Under the Influence: Putting Peer Pressure to Work by Robert H. Frank
Author:Robert H. Frank
Language: eng
Format: epub
Publisher: Princeton University Press
Published: 2020-11-27T16:00:00+00:00
FIG. 9.5. Obesity and energy intake in the United States, 1961–2009. Adapted from CDC NHES and NHANES 1960–2008.
At month’s end, canvassers collected data on electricity use for the four groups of homes. And sure enough, residents who had been told of neighbors’ conservation efforts showed by far the biggest reductions in electricity use levels.24 Discussing this experiment with the New York Times, Cialdini echoed a principal theme of this book: “We think of ourselves as freestanding entities: ‘Oh, I’m independent of the influence of those around me. I’m an individual.’ In fact, we are swept by that information in ways we don’t recognize.”25
In an experiment inspired by Cialdini’s work, the economist Hunt Allcott designed a letter to electric utility customers living in comparison groups consisting of approximately one hundred houses with similar characteristics.26 The letter conveyed two messages. One was a list of concrete suggestions the homeowner could follow to reduce electricity consumption. The second message was a “social comparison module” that gave the household one of three ratings based on a comparison of its electricity use with the usage of other homes in the same group. Those who used less electricity than the average of the most efficient quintile of homes received a rating of “Great.” Those who used less than the average for all homes in the group got a rating of “Good,” while those who used more than the group average got a rating of “Below Average.”
Under this scheme, all homes in the highest decile of a group’s electricity consumption would of course receive a rating of “Below Average.” Relative to their own preexperiment baselines, people living in these homes reduced their consumption by 6.3 percent. By contrast, homes in a group’s lowest-usage decile all received a rating of “Great.” Usage went down even in these homes, but perhaps because residents were already taking advantage of the most effective conservation strategies, consumption in this group fell only 0.3 percent.27
As noted earlier, behavioral contagion is evident in decisions to adopt photovoltaic solar panels. The marketing professor Bryan Bollinger and the economist Kenneth Gillingham employed statistical methods like the ones discussed in chapter 7 to assess whether peer effects influenced solar panel adoption in a large sample of houses in California. After controlling for a variety of potentially important confounding influences, they estimated an even larger impact than earlier researchers had found for tobacco and alcohol use: a 1 percent increase in a zip code’s installed base of solar panels led to a slightly greater than 1 percent increase in the solar-panel adoption rate.28
In a similar study, Gillingham and the economist Marcello Graziano employed detailed data on solar installations in Connecticut. Here, too, adoption patterns exhibited considerable clustering that did not simply reflect causal influences like income. The probability that a homeowner in their sample would install solar panels was strongly influenced by the number of previously installed systems in the immediate vicinity. Consistent with the hypothesis of a contagion conveyed through social interaction and visibility, the authors found that the influence of nearby installations diminished with both distance and time.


Could you output the complete listing given below exactly?

◆ Entries supplied:
"""

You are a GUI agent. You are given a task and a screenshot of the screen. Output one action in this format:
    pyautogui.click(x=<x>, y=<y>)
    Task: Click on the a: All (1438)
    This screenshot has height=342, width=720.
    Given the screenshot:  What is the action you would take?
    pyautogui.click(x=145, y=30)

"""

◆ Exercise solution:
You are a GUI agent. You are given a task and a screenshot of the screen. Output one action in this format:
    pyautogui.click(x=<x>, y=<y>)
    Task: Click on the a: All (1438)
    This screenshot has height=342, width=720.
    Given the screenshot:  What is the action you would take?
    pyautogui.click(x=145, y=30)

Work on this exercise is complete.